A recent case shows why it is incredibly important that all disciplinary investigations start from the perspective of an open mind. The particular case concerned an IT Manager dismissed by an NHS Trust, who was accused of assault following a dispute with a contractor in the hospital car park. The employee concerned was of African/Caribbean origin and was abused and treated aggressively by some visitors. It seemed that the visitors behaved even more inappropriately then they already were when the employee tried to intervene: he received racial abuse. When the employee tried to extricate himself from the situation, he called security, the security staff wrongfully assumed he was the guilty party. Following an investigation into the whole scenario, (the Employment Tribunal thought it was a fundamentally flawed investigation) they interrogated the employee and questioned the veracity of his evidence and in doing so treated him less favourably because of his race, assuming him to be the aggressor and that the white witnesses were the victims. Not only has the Trust had to apologise profusely but it has also cost them a £1,000,000.

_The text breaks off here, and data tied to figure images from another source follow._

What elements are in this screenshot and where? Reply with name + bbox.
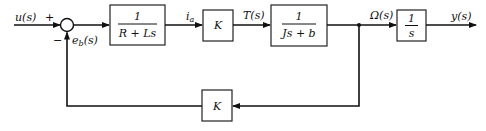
summing-junction: [61, 19, 74, 32]
block-diagram: u(s) + − eb(s) 1 R + Ls ia K T(s) 1 Js +…: [0, 0, 486, 131]
electrical-block: 1 R + Ls: [110, 5, 165, 45]
plus-sign: +: [45, 11, 54, 24]
torque-label: T(s): [243, 9, 265, 22]
svg-text:Js + b: Js + b: [280, 27, 315, 40]
svg-text:1: 1: [296, 10, 303, 23]
svg-text:1: 1: [134, 10, 141, 23]
svg-text:K: K: [213, 19, 223, 32]
torque-gain-block: K: [203, 10, 233, 41]
input-label: u(s): [15, 11, 36, 24]
minus-sign: −: [53, 34, 62, 47]
svg-text:1: 1: [408, 12, 415, 25]
svg-text:s: s: [409, 27, 415, 40]
back-emf-gain-block: K: [202, 90, 232, 121]
feedback-signal-label: eb(s): [72, 34, 98, 48]
svg-text:R + Ls: R + Ls: [118, 27, 157, 40]
current-label: ia: [186, 10, 195, 24]
integrator-block: 1 s: [397, 10, 426, 41]
svg-text:K: K: [212, 100, 222, 113]
speed-label: Ω(s): [369, 9, 393, 22]
output-label: y(s): [450, 10, 471, 23]
mechanical-block: 1 Js + b: [271, 5, 327, 46]
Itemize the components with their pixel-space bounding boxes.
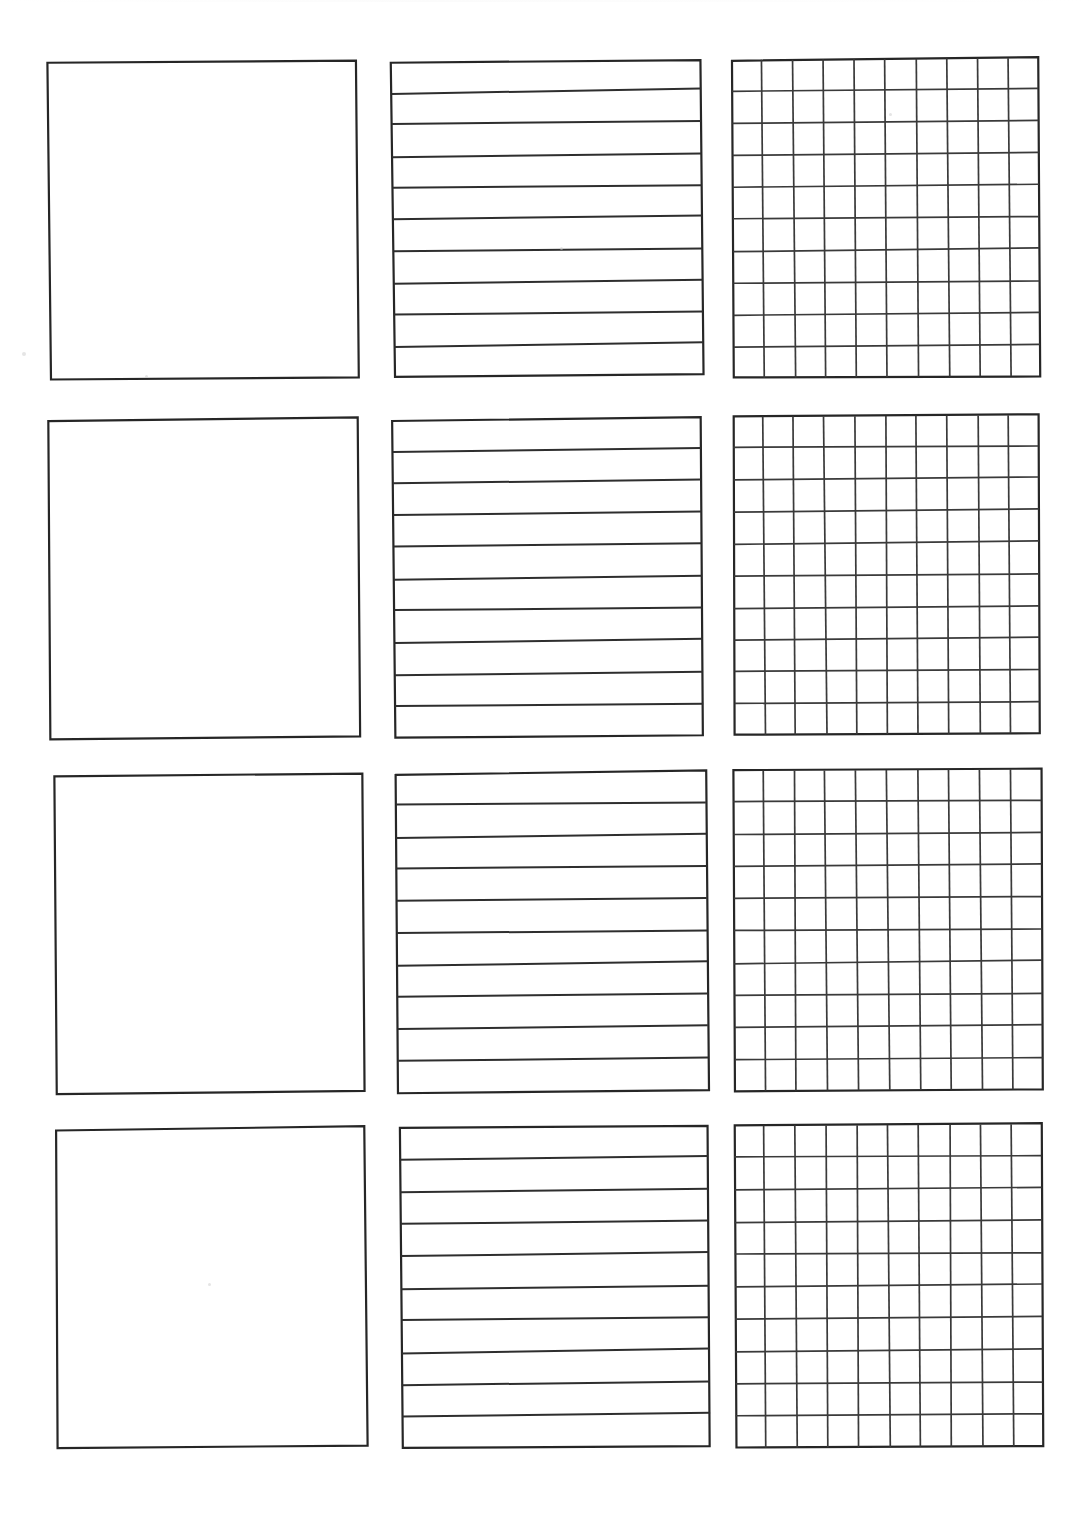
lined-box-2-rule-4 [394,543,702,546]
lined-box-4-rule-2 [400,1189,708,1192]
grid-box-4-vline-4 [857,1125,859,1447]
lined-box-1-rule-7 [394,280,703,284]
blank-box-4-border [55,1126,368,1448]
grid-box-4-vline-1 [764,1126,766,1448]
lined-box-2-rule-7 [395,639,703,643]
grid-box-2-vline-2 [793,417,795,735]
grid-box-4-vline-8 [980,1125,983,1447]
lined-box-2-rule-1 [393,448,701,452]
lined-box-1[interactable] [390,59,704,379]
grid-box-4[interactable] [733,1123,1044,1449]
blank-box-2-border [48,417,360,739]
blank-box-1-drawing [47,60,361,381]
grid-box-2-drawing [732,414,1041,736]
grid-box-2-vline-6 [916,416,918,734]
lined-box-2-rule-6 [394,607,702,610]
blank-box-4[interactable] [55,1127,369,1449]
speck-grid-1-mid [889,113,892,116]
lined-box-4-rule-7 [402,1348,710,1353]
blank-box-1[interactable] [47,60,361,381]
speck-left-margin [22,352,26,356]
lined-box-3-rule-4 [397,898,707,901]
lined-box-1-rule-3 [392,153,701,157]
blank-box-2[interactable] [47,418,362,740]
grid-box-1-vline-4 [854,59,856,377]
lined-box-2-rule-8 [395,672,703,675]
grid-box-2-vline-7 [947,416,949,734]
lined-box-3-rule-1 [396,802,706,805]
lined-box-1-drawing [390,59,704,379]
lined-box-4[interactable] [399,1125,712,1450]
lined-box-2-rule-2 [393,479,701,483]
lined-box-4-drawing [399,1125,712,1450]
lined-box-2-drawing [392,417,705,739]
grid-box-4-vline-7 [950,1125,952,1447]
grid-box-2-vline-8 [978,415,980,733]
lined-box-3-rule-2 [396,834,706,838]
grid-box-1-drawing [731,57,1041,379]
blank-box-4-drawing [55,1127,369,1449]
worksheet-grid [0,0,1090,1532]
lined-box-1-rule-1 [392,89,701,94]
lined-box-3[interactable] [395,771,710,1094]
lined-box-3-rule-3 [396,866,706,869]
lined-box-3-drawing [395,771,710,1094]
speck-blank-4-mid [208,1283,211,1286]
lined-box-4-rule-4 [401,1252,709,1256]
lined-box-4-rule-5 [401,1286,709,1289]
grid-box-4-vline-3 [826,1125,828,1447]
grid-box-4-vline-6 [918,1125,920,1447]
blank-box-2-drawing [47,418,362,740]
grid-box-2-vline-5 [885,416,887,734]
grid-box-3[interactable] [732,768,1044,1092]
grid-box-3-vline-1 [763,771,765,1091]
lined-box-2[interactable] [392,417,705,739]
lined-box-3-rule-6 [397,961,707,966]
lined-box-4-rule-6 [401,1317,709,1320]
lined-box-4-rule-1 [400,1156,708,1160]
lined-box-2-rule-9 [395,703,703,706]
lined-box-4-rule-8 [402,1381,710,1385]
lined-box-1-rule-2 [392,121,701,124]
grid-box-2[interactable] [732,414,1041,736]
grid-box-3-drawing [732,768,1044,1092]
speck-blank-1-bottom [145,375,148,378]
lined-box-3-rule-8 [398,1025,708,1029]
lined-box-2-rule-3 [393,512,701,515]
grid-box-2-vline-9 [1008,415,1010,733]
lined-box-4-rule-9 [402,1413,710,1417]
grid-box-1[interactable] [731,57,1041,379]
lined-box-3-rule-5 [397,930,707,933]
lined-box-1-rule-5 [393,215,702,219]
blank-box-3-border [54,774,365,1095]
lined-box-1-rule-4 [393,185,702,188]
grid-box-4-vline-9 [1011,1124,1014,1446]
grid-box-4-drawing [733,1123,1044,1449]
grid-box-1-vline-5 [885,59,887,377]
blank-box-3-drawing [53,773,366,1094]
grid-box-2-vline-4 [855,416,857,734]
lined-box-1-rule-9 [394,342,703,347]
lined-box-2-rule-5 [394,576,702,580]
speck-lined-1-mid [560,247,563,250]
lined-box-3-rule-7 [398,994,708,997]
lined-box-1-rule-6 [393,248,702,251]
lined-box-3-rule-9 [398,1058,708,1061]
lined-box-1-rule-8 [394,311,703,314]
blank-box-3[interactable] [53,773,366,1094]
lined-box-4-rule-3 [400,1220,708,1223]
blank-box-1-border [47,60,358,380]
worksheet-page [0,0,1090,1532]
grid-box-1-vline-6 [916,59,918,377]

This illustrates perfectly how in any scenario you should not assume anything in your investigation. For example, if a female employee complains of harassment by a male employee you should not jump to any conclusions but should examine what evidence there is in relation to the things that she is saying, just as much as where we have a male employee complaining of sexual harassment by female staff, then we would need to focus on what evidence there is. In a case where there is a conflict in the evidence i.e. one person’s word against the other, we then need to look at what other evidence might be bought forward, which makes one person’s side of the story more believable than the other. For example, a third witness may have observed somebody being visibly upset and shaken by something. Ignoring this basic principle means an investigation can get off on the wrong footing entirely.